Wells was the galvanizing force that propelled Brooklyn’s black women into public activism. Her story is well known. Originally from Mississippi, Wells moved to Memphis in the early 1880s and embarked on a career in journalism. In 1889 she became editor and partner of the
Free Speech
, publishing militant editorials against the practice of lynching that was sweeping the South and praising those blacks who resisted. In 1892, lynching hit close to home. Three of Wells’s Memphis friends opened a grocery store, which was ordered closed after it started taking business away from a white grocer across the street. When deputies arrived to enforce the order, a group of black men defiantly defended the store; in the melee that ensued, one of the deputies was shot and seriously wounded. Scores of blacks were rounded up and jailed, while the three grocers were lynched. Wells wrote a series of angry editorials condemning lynching. Provoked into a fury, the local newspaper, speaking on behalf of Memphis’s white citizens, called for
her
—or, since they assumed she was a man,
his
—lynching. It was necessary, the paper insisted, to “brand him in the forehead with a hot iron and perform upon him a surgical operation with a pair of tailor’s shears.”
10

Wells, however, had left town and headed north.

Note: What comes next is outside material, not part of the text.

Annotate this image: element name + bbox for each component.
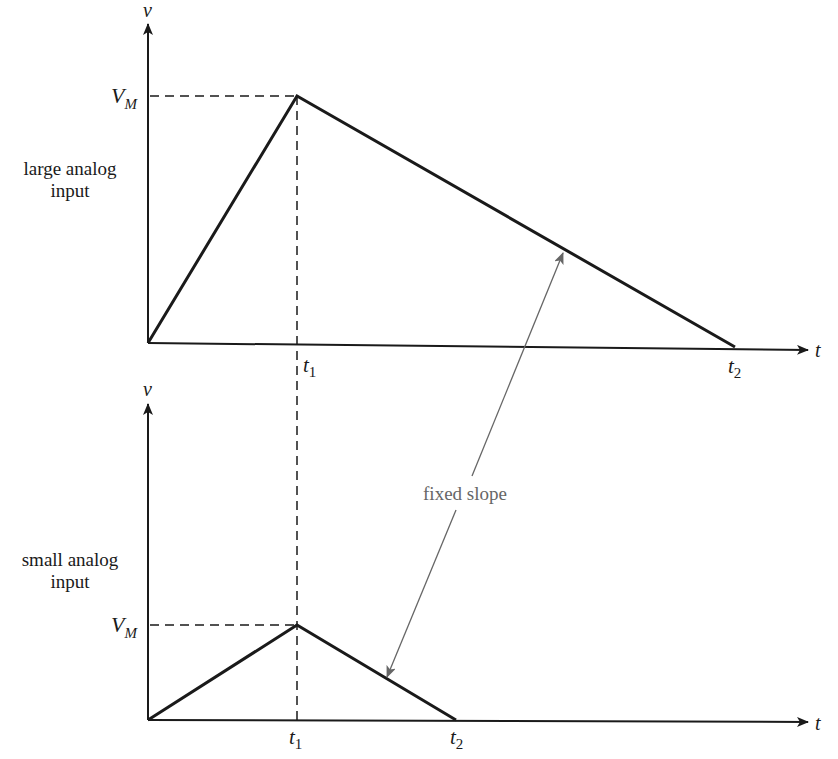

Reaching New York, she was met by my grandfather and Fortune, who invited her to continue her anti-lynching campaign in the pages of the
Age.
Brooklyn’s women joined in. “Two colored women,” Wells recalled in her memoir, “said they thought that the women of New York and Brooklyn should do something to show appreciation of my work and to protest the treatment
which I had received.”
11
These two women were Maritcha and Victoria Earle Matthews. Bringing their friends and acquaintances together, they decided to raise money so that Wells could start her paper again.

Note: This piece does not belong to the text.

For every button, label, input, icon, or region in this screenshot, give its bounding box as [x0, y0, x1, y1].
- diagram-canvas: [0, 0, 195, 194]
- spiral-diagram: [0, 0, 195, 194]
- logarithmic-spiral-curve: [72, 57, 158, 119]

Ida B. Wells-Barnett, journalist and civil rights activist, photograph by Oscar B. Willis, 1893–94 (Photographs and Prints Division, Schomburg Center for Research in Black Culture, The New York Public Library)

 

To that end, the women organized a testimonial dinner for Wells that was held at Lyric Hall on October 5, 1892 (probably around the time of her Brooklyn Literary Union debate with Maritcha). More than two hundred attended; they were, according to Wells, the “best womanhood” of New York and Brooklyn, joined by friends from Boston and Philadelphia. No expense was spared. An electric light at the back of the platform spelled out Wells’s pen name, “Iola.” The programs were
miniature copies of the
Free Speech.
Ushers and committee members wore white silk badges lettered with “Iola.” Floral arrangements included a horn of plenty.
12

In her memoir, Wells spent several pages reminiscing about the event. Barely commenting on the content of her speech, she simply mentioned that she told the story of her friends’ lynching and attempted to account for the “cause of the trouble at home.” She dwelled at much greater length on the emotions her speech stirred up in both herself and her audience. Giving in to “woman’s weakness,” she wept until tears coursed down her cheeks, causing her an embarrassment that doubled once she realized she was without a handkerchief. But it was this very display of emotion, audience members later told her, that “did more to convince cynical and selfish New York of the seriousness of the lynching situation than anything else could have done.” For Wells, the event was a financial success; the organizers raised five hundred dollars on her behalf and also presented her with a gold brooch in the shape of a pen, “an emblem of my chosen profession.” But it was also a professional success, launching Wells’s career as a public activist and speaker.